Summer Cinema: ‘Down With Love’

Jared Sterzer

When you stop and think about it, the old Doris Day movies of the sixties were pretty racy for their time. These were films were a mixture of comedy and sex that kept their audience laughing and gasping at the same time. Women everywhere swooned over Rock Hudson, and copied Day’s hairstyles and mannerisms. If Hollywood were to make a Doris Day movie today, it would be just like the new romantic comedy “Down With Love.” But although close to a score, “Love” unfortunately misses the mark.

“Love” is a smart, sexy and adorable movie that fails to live up to the vision it sets out for itself. The Day of the film is Barbara Novak, (Renee Zellweger) whose new book Down With Love is causing women everywhere to seek fulfilling careers along with sex “al a carte” just like a man. Her Hudson is journalist Catcher “Catch” Block (Ewan McGregor), ladies’ man/man’s man/man about town, who is determined to take her down. The catch? While trying to seduce Novak and show her to be a fraud, Block ends up falling head over heels in love with her.

This really is a unique movie. The filmmakers said they wanted to make a movie that paid homage to the old Doris Day/Rock Huson sex romps of the sixties. As the film opens with its bold declaration “filmed in Cinemascope” you you’re in for a retro experience. Between cut screen scenes (some of them slightly inappropriate in their sexual humor) to choreographed costume dropping and obviously fake backdrops, “Love” delights in poking fun in the genre that made Day famous while poking fun at itself and the obvious frivolity it is.

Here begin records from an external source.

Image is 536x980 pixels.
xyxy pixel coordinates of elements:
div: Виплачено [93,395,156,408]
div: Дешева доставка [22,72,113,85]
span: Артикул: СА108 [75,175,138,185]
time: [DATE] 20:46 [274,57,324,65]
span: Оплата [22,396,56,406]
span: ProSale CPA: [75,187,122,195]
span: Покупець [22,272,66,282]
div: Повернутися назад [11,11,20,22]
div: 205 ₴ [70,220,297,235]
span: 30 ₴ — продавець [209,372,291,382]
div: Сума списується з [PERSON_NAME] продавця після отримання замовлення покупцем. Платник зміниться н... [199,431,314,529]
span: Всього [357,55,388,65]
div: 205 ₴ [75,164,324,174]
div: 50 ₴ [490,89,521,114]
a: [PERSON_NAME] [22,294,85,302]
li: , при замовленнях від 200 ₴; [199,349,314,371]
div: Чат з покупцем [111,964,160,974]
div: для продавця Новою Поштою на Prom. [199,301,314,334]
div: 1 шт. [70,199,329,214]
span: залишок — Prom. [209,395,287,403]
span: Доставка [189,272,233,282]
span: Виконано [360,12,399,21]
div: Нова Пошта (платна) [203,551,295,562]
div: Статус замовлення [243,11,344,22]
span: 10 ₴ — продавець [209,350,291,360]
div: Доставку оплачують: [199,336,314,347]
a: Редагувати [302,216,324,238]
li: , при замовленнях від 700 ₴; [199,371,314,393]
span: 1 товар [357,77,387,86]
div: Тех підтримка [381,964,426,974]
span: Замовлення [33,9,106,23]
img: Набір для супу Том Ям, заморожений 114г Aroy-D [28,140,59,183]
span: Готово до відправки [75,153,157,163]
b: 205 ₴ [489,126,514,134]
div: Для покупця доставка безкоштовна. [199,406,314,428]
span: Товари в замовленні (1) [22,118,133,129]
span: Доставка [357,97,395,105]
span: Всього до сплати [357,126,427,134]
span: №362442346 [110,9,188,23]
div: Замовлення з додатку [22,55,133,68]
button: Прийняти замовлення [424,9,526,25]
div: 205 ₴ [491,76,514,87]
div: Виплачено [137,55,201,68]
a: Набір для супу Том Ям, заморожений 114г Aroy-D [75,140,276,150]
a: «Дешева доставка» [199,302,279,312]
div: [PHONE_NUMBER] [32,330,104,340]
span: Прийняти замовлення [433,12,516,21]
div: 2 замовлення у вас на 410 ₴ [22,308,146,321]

The main problem with the film is that while it attempt to recreate the magic of those films from the early sixties it falls far short of the mark. Sure Zellweger is cute and sassy, and McGregor is laughable in his naïve, masculine surety, but unlike movies like “Glass Bottom Boat” and “Pillow Talk” the film takes more pains in poking fun then being. Let me explain what I mean. Everything in “Love” is a gag from the sets to the split screens to the dialogue. There is no attempt made at a personality of its own. The entire movie is a contrived illusion emulating the genre it is attempting to spoof.

What we are left with a cute but empty bit of fluff. But for all its faults, “Love” is a very entertaining movie, and a clever idea. Too bad it didn’t work out better than it did. Instead of a glorious run of retro nostalgia it will probably be relegated to the corners of the corner video store collecting dust.